The Duel of the Mignons

In April 1578, the rival court parties of Henry III and Duke of Guise decided to reenact the battle of the Horatii and the Curiatii. On 27 April, Jacques de Caylus, Louis de Maugiron and Jean d'Arcès (representing the party of the King) engaged in battle with Charles de Balzac, Ribérac, and Georges de Schomberg (representing the party of the Guises). Maugiron and Schomberg were killed, Ribérac died of wounds the following noon, d'Arcès was wounded in the head and convalesced in a hospital for six weeks, while Caylus sustained as many as 19 wounds and died after 33 hours of agony. Only Balzac got off with a mere scratch on his arm.
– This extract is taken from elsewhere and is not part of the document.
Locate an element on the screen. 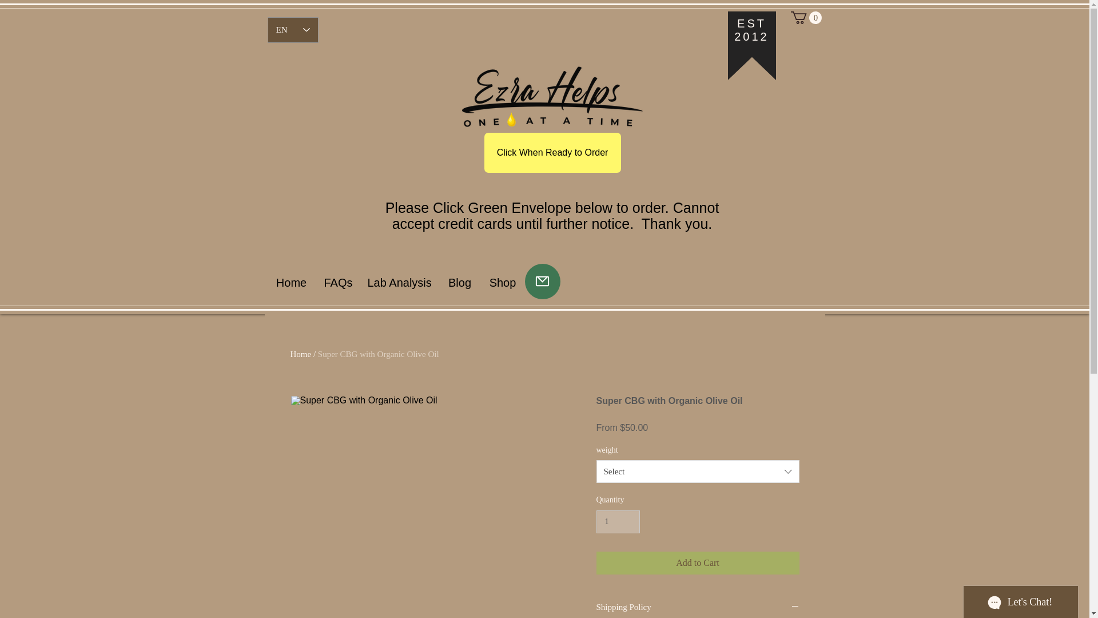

This meaningless loss of life impressed itself on the public imagination. Jean Passerat wrote an elegy, Plaintes de Cléophon, on the occasion. In the political treatise Le Theatre de France (1580) the duel was invoked as "the day of the pigs" who "killed each other in the precinct of Saint Paul, serving him in the Muscovite manner". Michel Montaigne decried the event as "une image de lacheté", and Pierre Brantôme connected it with the deplorable spread of the Italian and Gascon manners at Henry's court. The incident accelerated the estrangement between the two Henrys.